Depressing New Study Finds the Gulf of Mexico’s Dead Zone Isn’t Going Anywhere
See that dead zone? Yeah, it’s not going anywhere no matter what we do. Image: NASA
Unless you’ve got your head in a soundproof box, you’ve heard about themassive dead zone in the Gulf of Mexico. It’s nothing new, this dead zone—it’s been happening for decades, in fact—but in recent years, it’s gotten much larger. In August of 2017, it was found to be the “largest ever measured.” And now, according to a new study published in Science, it appears it’s basically too late to do much about it.
Caused mainly by the vast amounts of agricultural runoff from the industries that serve our lust for more of everything, the dead zone is a 9,000 square mile area of ocean that is so starved of oxygen there’s almost nothing living there.
“It’s long been known that the way the meat industry feeds the insatiable American public’s lust for meat–poultry, beef, and pork, mostly–is pretty fucking toxic to the environment,” we wrote a few months back. “According to Mighty, the environmental group that looked into what, exactly, is causing the increase in the size of the dead zone this year, the average American ate 211 pounds of meat in 2015. The CDC put the average American male at 195 pounds. Just a bunch of gluttons eating more than our weight in meat every year.”
So here’s how it happens, in very simplified terms. The fertilizer-laden runoff from vast cattle ranches inevitably makes its way into the waterways and, eventually, into the Gulf. Once there, the fertilizer continues to do what it does: fertilize. Only now, it fertilizes algal blooms, which occur naturally. When algae are given a massive dose of nitrogen and phosphorus, however, it flourishes.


* _WORK INSTRUCTION_: What you give back should be exactly the lines from the one with "pixels, height=705 pixels." through the end of the data, without the pictures.

Collected data entries
+---+

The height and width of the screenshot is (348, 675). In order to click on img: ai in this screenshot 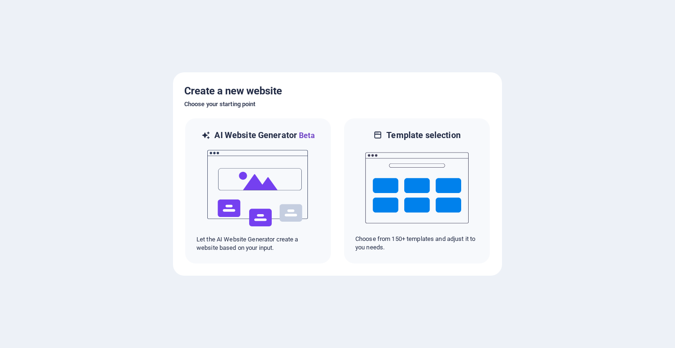, I will do `click(258, 189)`.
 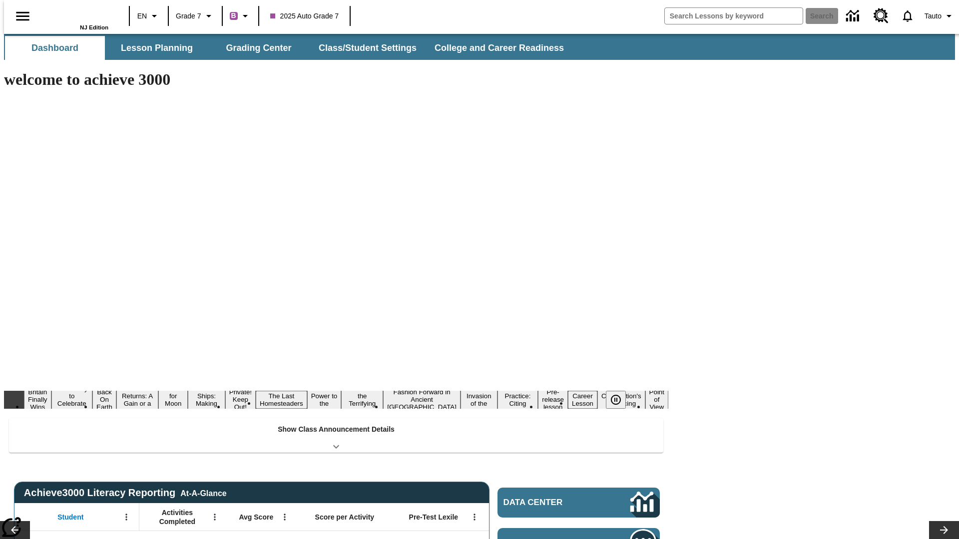 What do you see at coordinates (656, 399) in the screenshot?
I see `button: Slide 17 Point of View` at bounding box center [656, 399].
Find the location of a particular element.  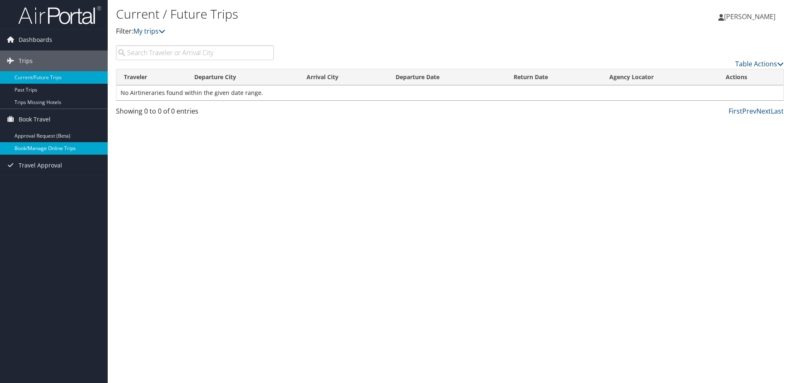

div: Showing 0 to 0 of 0 entries is located at coordinates (195, 113).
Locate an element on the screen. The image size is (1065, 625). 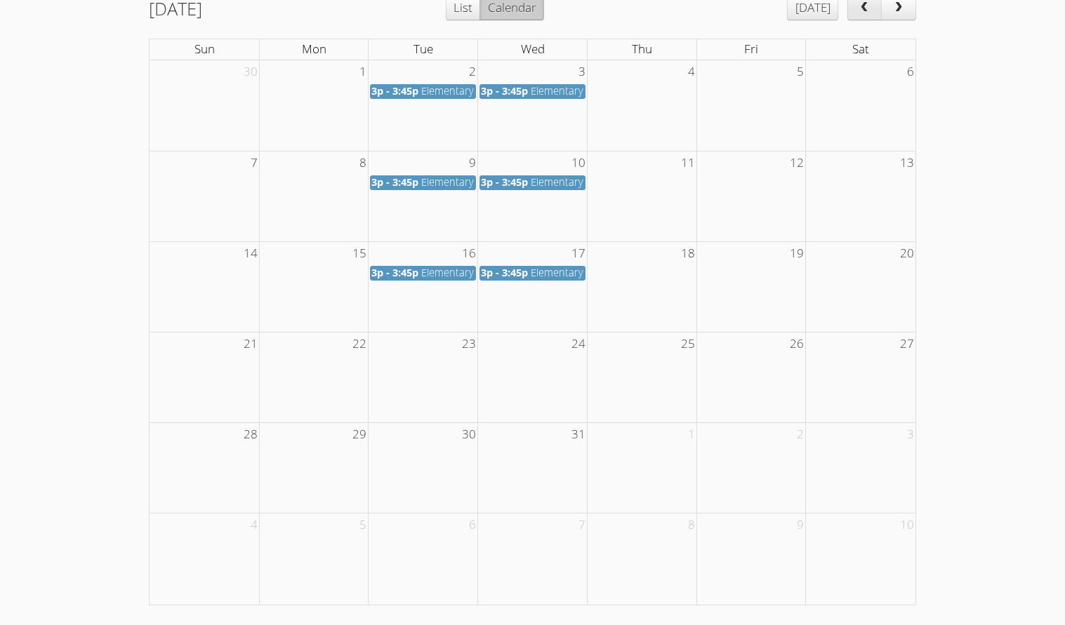
span: 29 is located at coordinates (359, 434).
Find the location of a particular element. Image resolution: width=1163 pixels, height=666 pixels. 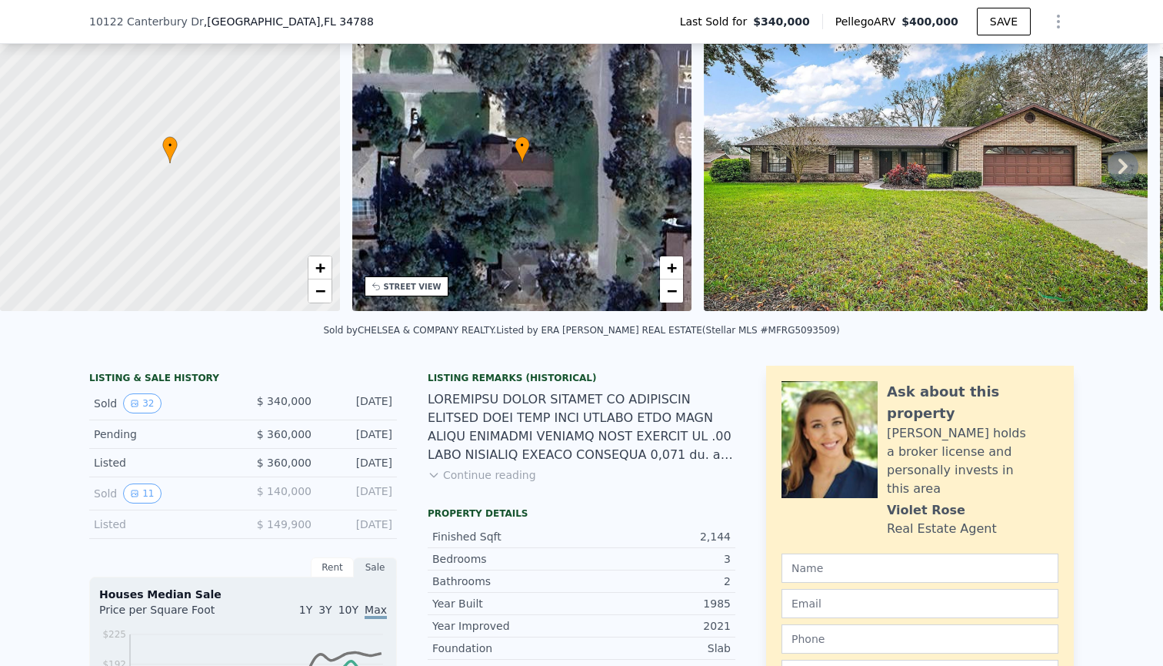

img: Sale: 146880713 Parcel: 62097859 is located at coordinates (926, 163).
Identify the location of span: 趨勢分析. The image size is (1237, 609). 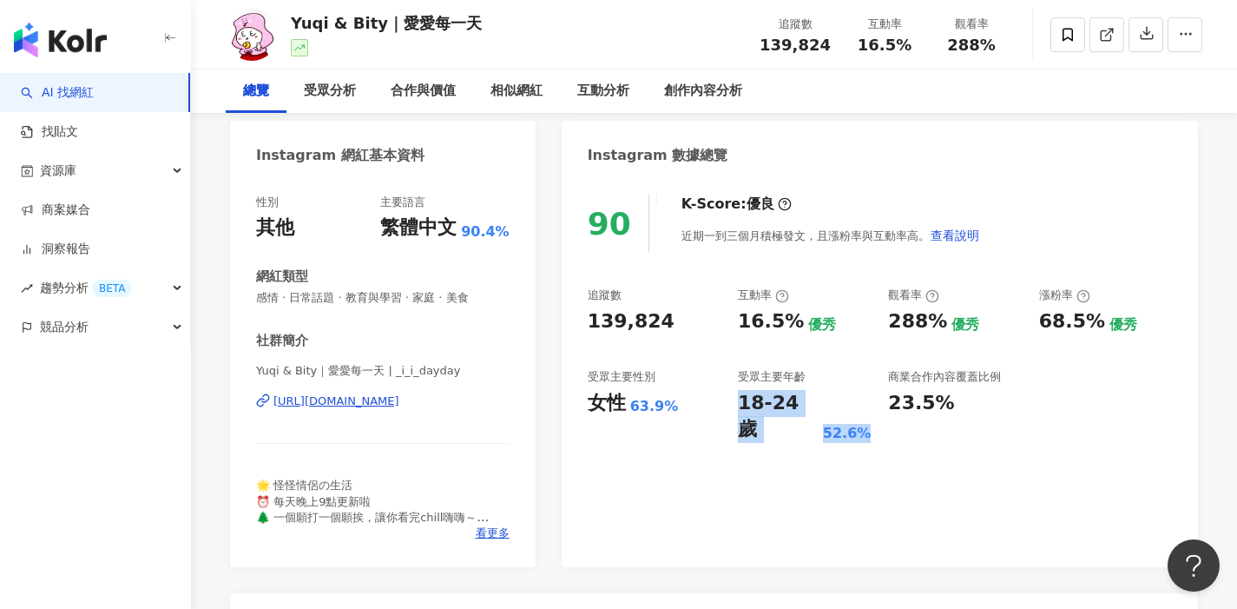
(86, 287).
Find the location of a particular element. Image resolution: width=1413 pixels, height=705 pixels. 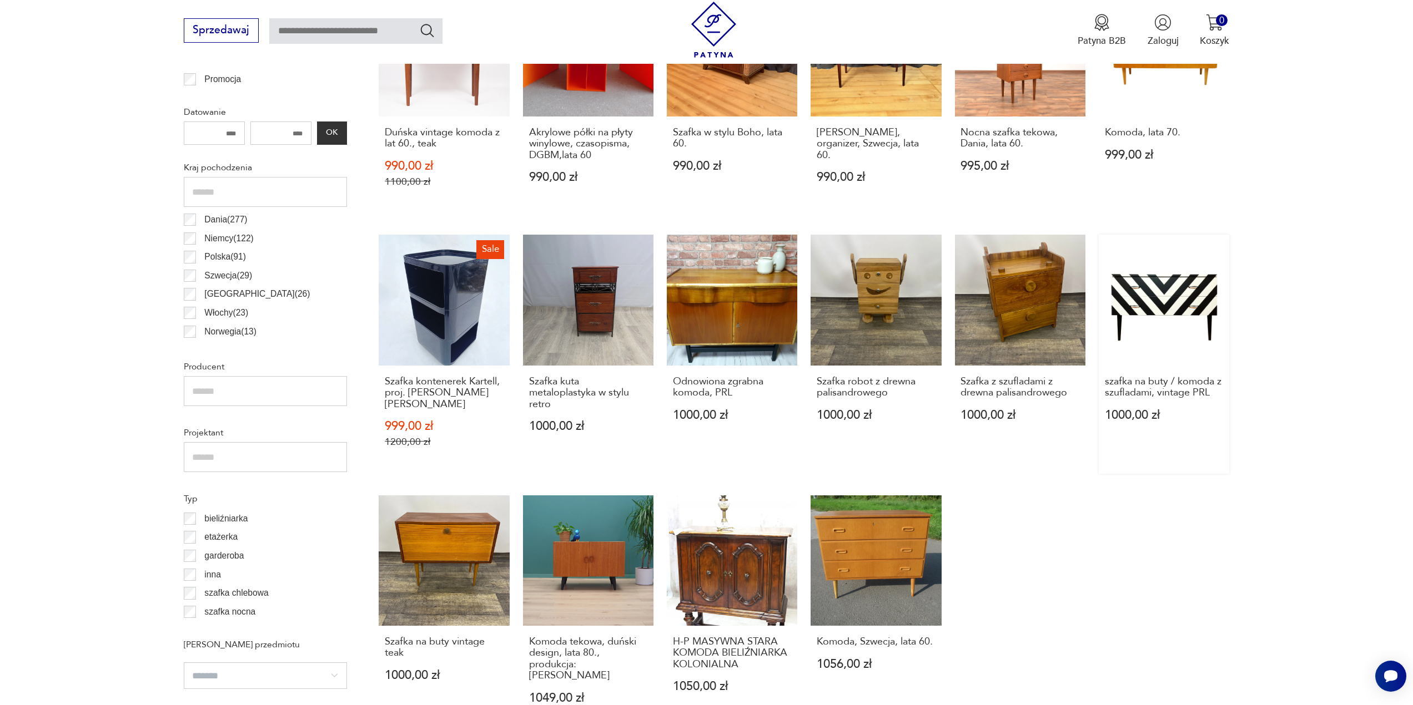

button: Sprzedawaj is located at coordinates (221, 31).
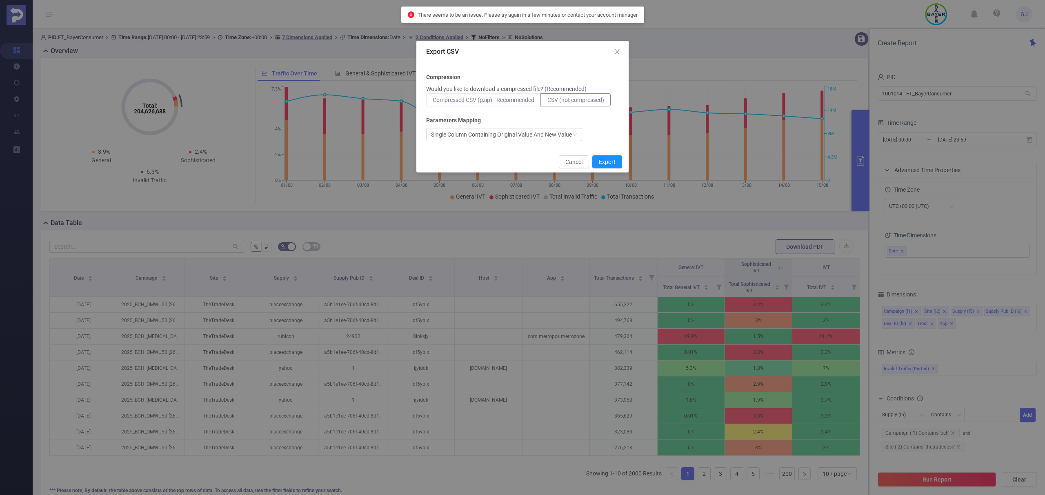  Describe the element at coordinates (527, 15) in the screenshot. I see `p: There seems to be an issue. Please try again in a few minutes or contact your account manager` at that location.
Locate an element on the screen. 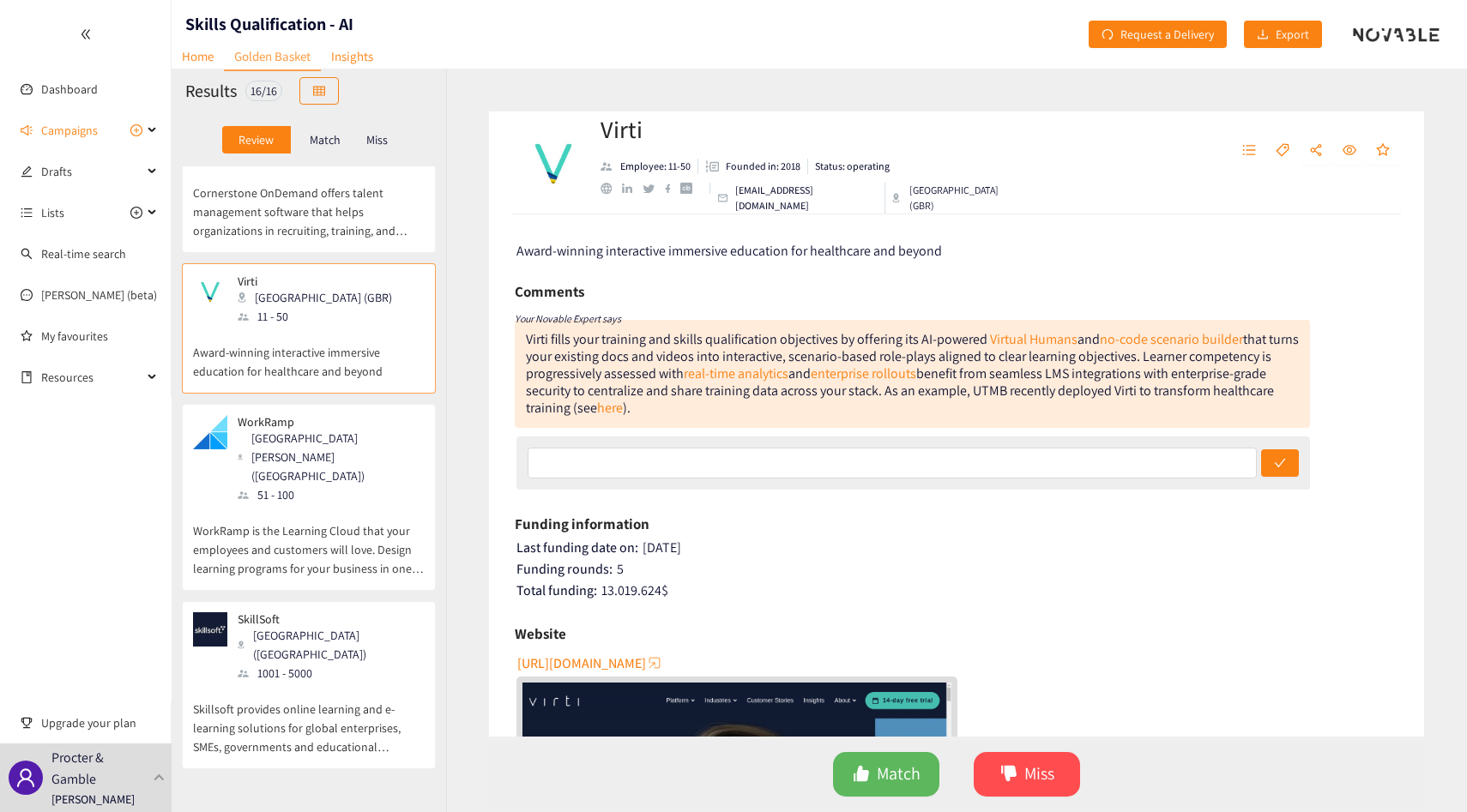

+---+

* _SOLUTION TO THE PROBLEM_:
Find the location of a particular element. Image resolution: width=1413 pixels, height=705 pixels. 

button: Sprzedawaj is located at coordinates (221, 31).
  Describe the element at coordinates (527, 15) in the screenshot. I see `p: There seems to be an issue. Please try again in a few minutes or contact your account manager` at that location.
Locate an element on the screen. 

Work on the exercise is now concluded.